In india on whatsapp people forwards a pic that shows that Nasa says Sun has a voice and it is ancient om. Is it true or just fake cheating idea of Indian people?
@EricStucky This notion of random knot that you mention is pretty common. It's due to Tutte in the 60s, and I think it's Nathan Dunfield's preferred method of picking a random knot, and Nathan is the best.
There's a really nice book on surfaces in 4-space that I haven't had a chance to really dig into, but one day hope to. It's exciting that there are various ways people might be able to access this part of knot theory, and the fact that 4 dimensions are already a bit wild means one might expect it has "special" difficulties that higher-dimensional knot theory doesn't.
For instance, there's a classification of the groups that appear as the complement of an $n$-sphere in $S^{n+2}$ for $n>2$. But this is unknown for $n=1,2$.
The thing is that a lot of knot theory was inaccessible for a long time. We had no idea how to get bounds on, say, the genus of a knot, or the unknotting number (number of times you need to allow the knot to cross over itself to unknot it).
For special kinds of knots, the Jones polynomial made progress on some parts of that. I think that was the 80s? After that, Khovanov homology in the 90s was a good tool. But one of the current kings of knot theory is Heegaard Floer knot homology, which Lipschitz talked at length about (ok, stated results at length).

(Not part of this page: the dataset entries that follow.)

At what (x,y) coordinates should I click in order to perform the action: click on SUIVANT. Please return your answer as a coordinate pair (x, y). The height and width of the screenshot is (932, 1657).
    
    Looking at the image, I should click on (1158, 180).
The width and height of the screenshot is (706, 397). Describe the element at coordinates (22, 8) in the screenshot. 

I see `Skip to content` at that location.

The invariant $\text{HFK}^\infty(K)$ is a bigraded abelian group (it has two gradings $s$ and $t$ instead of the one in regular singular homology). Using this, you can... detect the genus of the knot (completely calculable from HFK!!! Not even just bounds!) Get bounds on the four-dimensional knot genus. Get bounds on the unknotting number. Prove that knots aren't concordant (though Tim Cochran and his collaborators have their own program for studying concordance).

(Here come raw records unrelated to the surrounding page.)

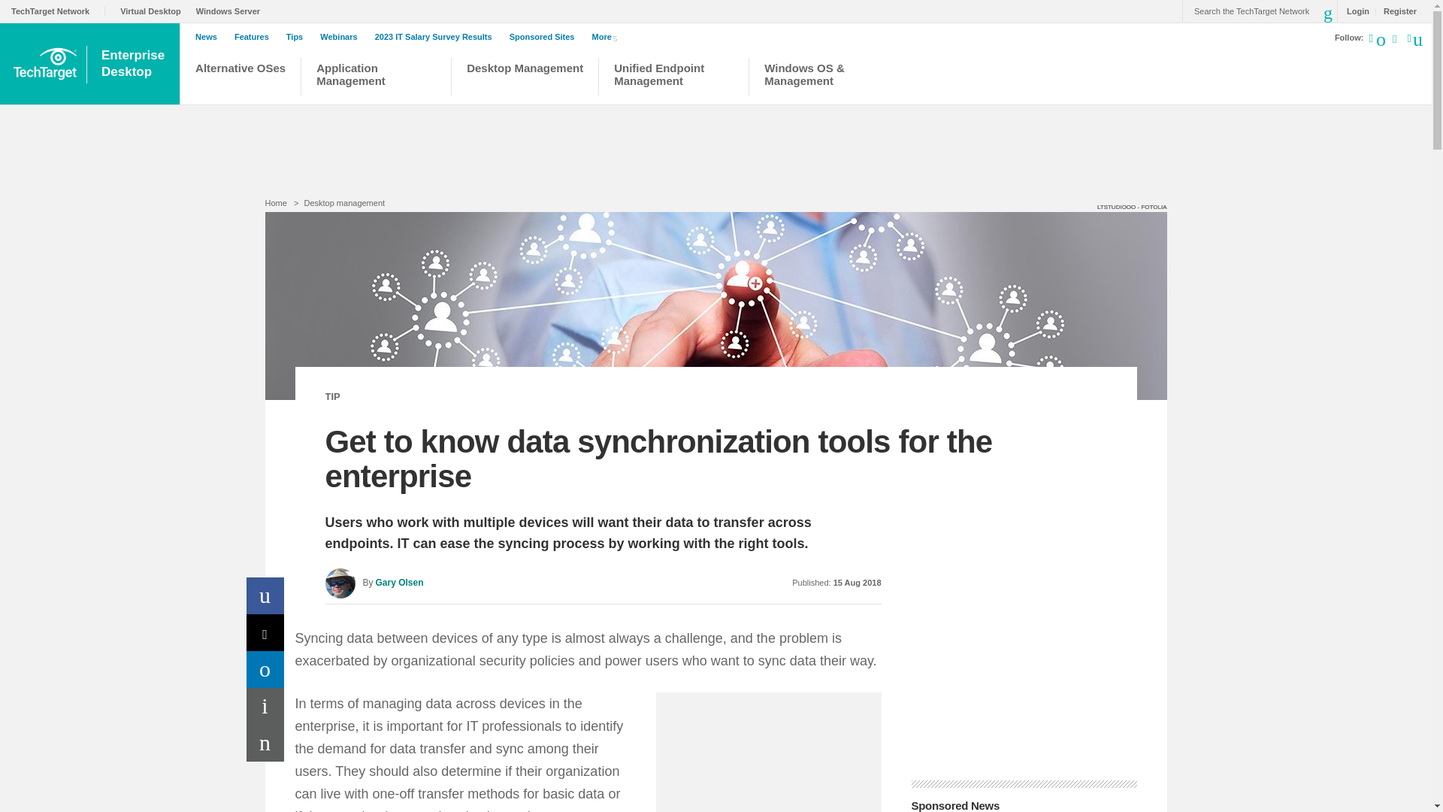 The image size is (1443, 812). What do you see at coordinates (210, 37) in the screenshot?
I see `News` at bounding box center [210, 37].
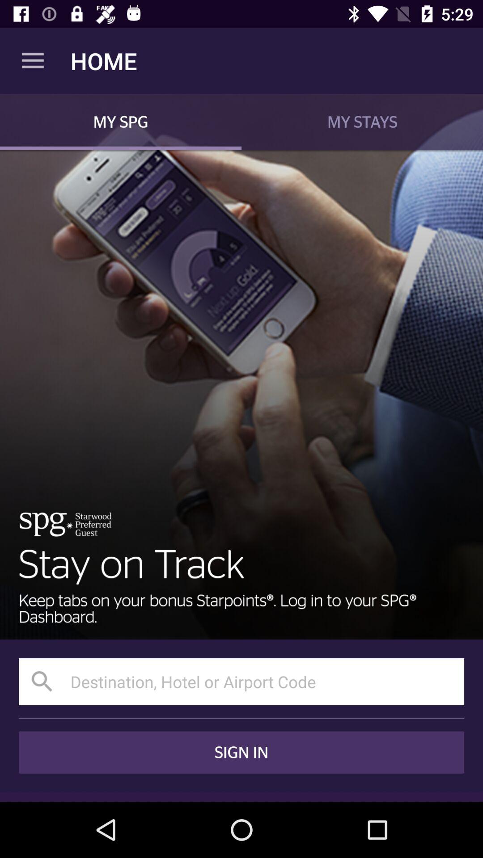 The height and width of the screenshot is (858, 483). I want to click on open the item next to the my stays, so click(121, 122).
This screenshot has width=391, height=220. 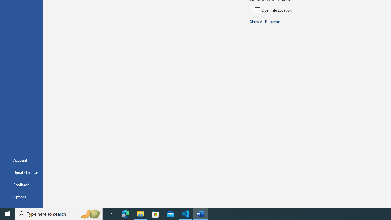 I want to click on Open File Location, so click(x=291, y=10).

You can tell whether the complement of the knot fibers over $S^1$ (that is, can you decompose it into a circle's worth of punctured surfaces?) and many other cool questions.

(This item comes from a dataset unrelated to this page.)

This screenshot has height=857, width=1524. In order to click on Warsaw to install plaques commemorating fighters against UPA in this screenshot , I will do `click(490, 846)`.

Do you mind if I just wholesale quote you on this stuff? I think it would be good to do a correction post anyway, and knowing very little I'm not sure how well I could paraphrase. XD
If you know that that map is continuous, @Vrouvrou, you're done, since $T = \tilde{T}\circ \pi$, where $\pi$ is the canonical projection onto $E/\ker T$.
Feel free. I am not really a knot theorist, so I am out of date about what we can do now and what we can't. I think some of the currently favorite questions are "What is the 4-dimensional genus of a knot?" and "What is the unknotting number of a knot?", though there are many many many many more.
It's the minimal genus of a surface it bounds in $B^4$.
Thinking of $S^3$ as the boundary of $B^4$.
I should really be careful, because there are two different kinds of 4-dimensional genus: smooth and topological. I'm thinking about smooth, though topological I think is also hard to access.
One of the postdocs at UCLA told me this charming fact. There are things we still don't know about the trefoil! In fact, there are two trefoils: the left-handed one, and the right-handed one. You can do something called the "Whitehead double" to a knot $K$. Kristen Hendricks told me that the Whitehead double of the left-handed trefoil is known to have smooth 4-ball genus zero. (That's known as being "smoothly slice" - it bounds a smooth disc in the 4-ball.)
This is open for the whitehead double of the right-hand trefoil!
I do believe that it's known to be topologically slice, but not yet known to be smoothly so.
Hm, perhaps I have a skewed impression because I mostly know about knots from talks, and at talks it makes sense that they would advertise the topology/geometry applications.
Actually I don't think we even have a knot theorist at UMN :/
I know Tyler Lawson wrote a great paper with someone moving to UCLA about knot theory last year :) But, glancing through your directory, I believe with you.